The Five Dimensions That Actually Matter When Comparing

When comparing MBI policies, five dimensions separate genuinely good cover from policies that look affordable but fail when you need them. First: per-claim limit. Does the maximum payout reflect actual repair costs? A gearbox replacement can exceed $8,000; a modern engine rebuild can reach $15,000–$20,000 for European vehicles. A policy with a $3,000 claim limit covers a small fraction of a major repair event. Second: component list specificity. Are components explicitly named (preferred) or does the policy use vague category language that creates interpretive ambiguity at claim time? Third: workshop network. Is the network open (any licensed mechanic you choose) or closed (approved repairers only, with geographic coverage that may not serve your location)? Fourth: EV and hybrid capability. For EV and PHEV owners, does the policy explicitly cover traction battery, battery management system, electric motor, and inverter? Fifth: claims process. Same-day authorisation means your vehicle is repaired and returned faster; multi-day delays create cascading costs — rental, accommodation, lost income for vehicle-dependent workers. Our comparison table uses all five dimensions across all six tracked providers — not just the premium, which is the least informative single metric for assessing real protection value.
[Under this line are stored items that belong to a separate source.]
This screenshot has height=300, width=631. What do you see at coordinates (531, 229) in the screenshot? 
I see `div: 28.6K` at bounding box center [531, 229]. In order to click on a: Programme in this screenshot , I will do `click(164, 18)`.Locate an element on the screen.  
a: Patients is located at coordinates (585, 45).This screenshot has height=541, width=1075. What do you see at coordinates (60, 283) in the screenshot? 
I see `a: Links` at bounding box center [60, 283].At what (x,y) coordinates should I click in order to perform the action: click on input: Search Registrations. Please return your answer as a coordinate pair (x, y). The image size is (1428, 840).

Why Premium Alone Is a Poor Comparison Point

The mistake most commonly made when comparing MBI is treating monthly premium as the primary metric. A policy costing $35/month with a $3,000 per-claim limit and a narrow component list may appear significantly cheaper than one at $55/month with a $10,000 limit and explicit coverage for engine, transmission, electrical, and turbocharger components. But if your automatic transmission fails for $6,500, the cheaper policy delivers $3,000 and leaves you $3,500 short — plus your excess. The premium difference of $240 per year ($55 vs $35 = $20/month) is recovered in a single claim event where the better policy pays $3,500 more. This illustrates the fundamental flaw in premium-led comparison: the value of insurance is what it pays when you need it, not what it costs before you do. Workshop repair costs have risen approximately 18% in two years (ICNZ 2025), making adequate claim limits more important than they were just a few years ago. A claim limit that seemed adequate in 2022 may now fall short of real repair costs for the same components. Our comparison tool assesses total cover value — per-claim limit relative to typical repair costs for your vehicle type — not just monthly outlay.
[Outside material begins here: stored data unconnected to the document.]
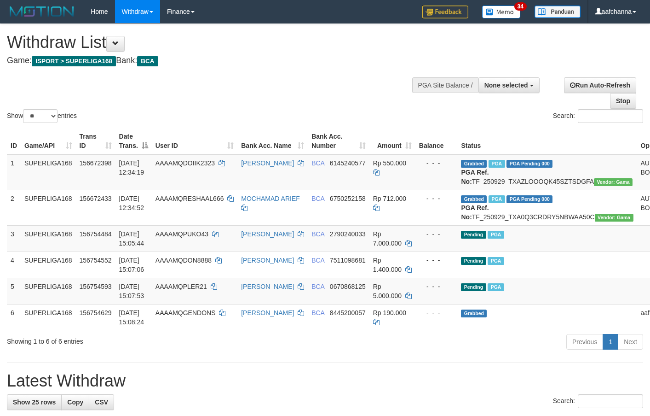  What do you see at coordinates (42, 12) in the screenshot?
I see `img: MOTION_logo.png` at bounding box center [42, 12].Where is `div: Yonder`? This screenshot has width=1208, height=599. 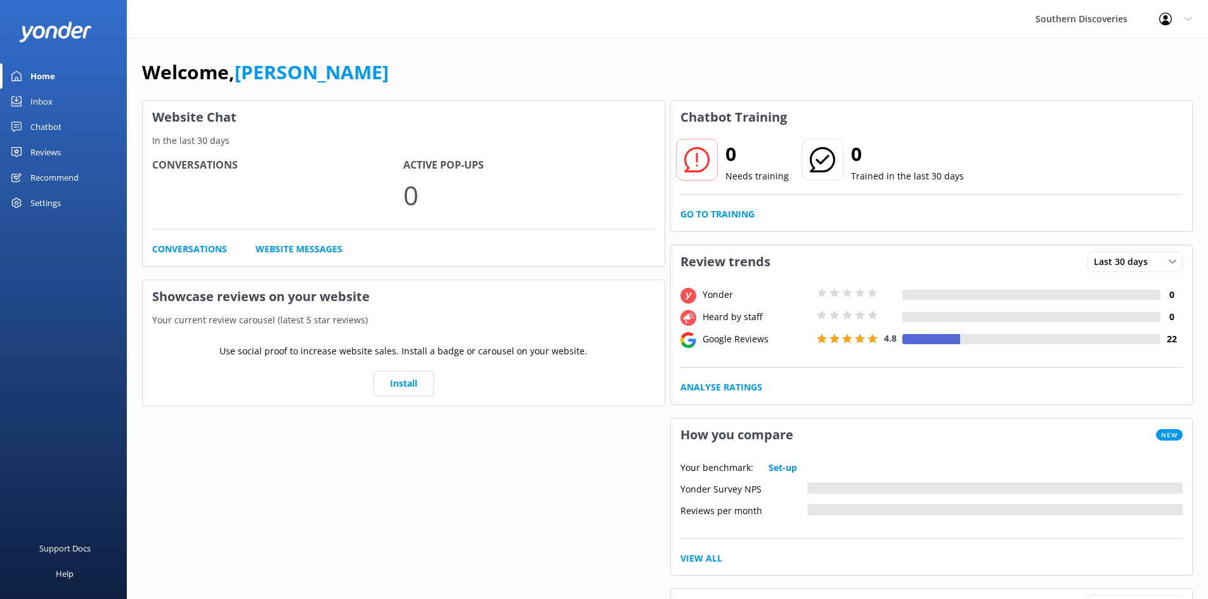
div: Yonder is located at coordinates (756, 295).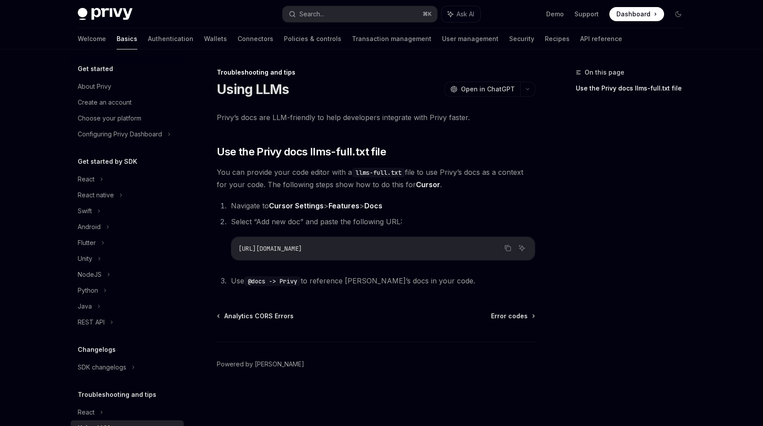 The image size is (763, 426). What do you see at coordinates (376, 118) in the screenshot?
I see `span: Privy’s docs are LLM-friendly to help developers integrate with Privy faster.` at bounding box center [376, 118]. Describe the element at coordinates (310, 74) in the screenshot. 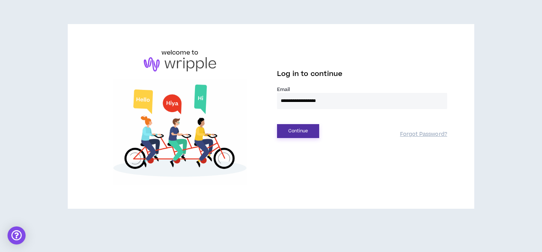

I see `span: Log in to continue` at that location.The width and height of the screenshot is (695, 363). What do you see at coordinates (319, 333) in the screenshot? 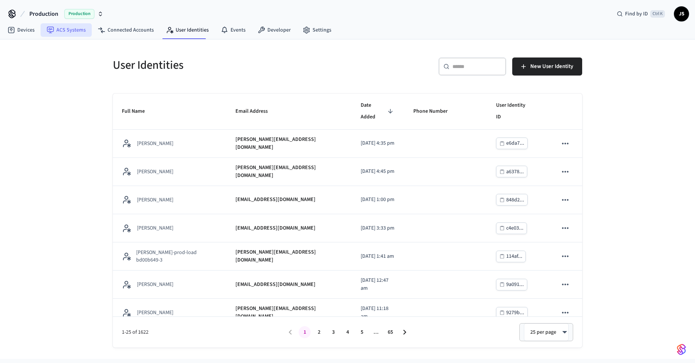
I see `button: Go to page 2` at bounding box center [319, 333].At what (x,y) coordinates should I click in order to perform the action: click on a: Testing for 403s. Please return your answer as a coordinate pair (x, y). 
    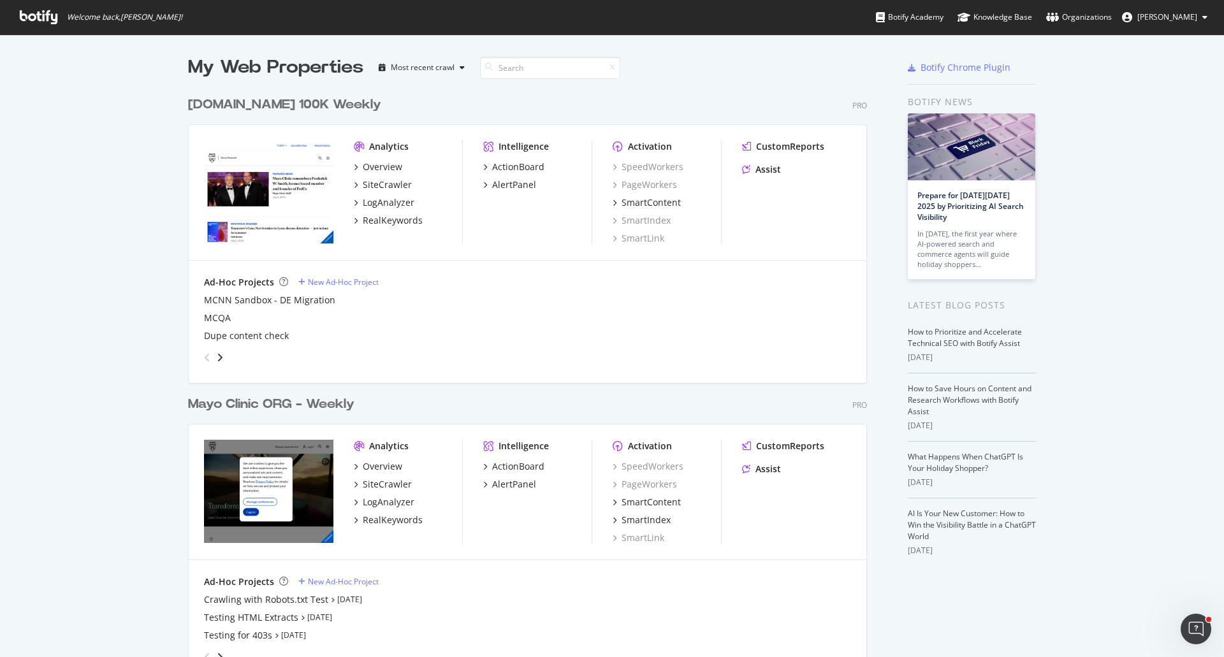
    Looking at the image, I should click on (238, 635).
How to Use Our Comparison Tool Effectively

Our Compare Providers page presents all six tracked providers in a single table, with filtering by vehicle type (ICE, hybrid, EV/PHEV), coverage tier, and claim limit range. All providers are linked directly to their own websites where you can get a quote specific to your vehicle's age, mileage, and specifications — the quote you receive reflects your actual risk profile, not a generic indicative price. No provider has paid for placement or for favourable presentation — all assessments are made independently based on publicly available policy information and our ongoing market research programme. To get the most from the comparison: start by identifying your vehicle's highest-risk components (for an older automatic vehicle, that's transmission and engine; for a turbo-diesel 4WD, add turbocharger and injectors; for an EV or PHEV, battery and drivetrain electronics). Filter for policies with per-claim limits that cover realistic repair costs for those components. Compare workshop network coverage in your area — open networks give flexibility, closed networks need geographic verification. Then click through to at least two or three providers to get actual quotes for your vehicle before making a final decision. The whole process typically takes 20–30 minutes and can save hundreds of dollars annually while ensuring you're actually covered when it matters.

Compare Providers Side by Side

See all eight leading MBI providers in one place — component cover, claim limits, EV capability, and workshop access. Independent, with no provider paying for placement.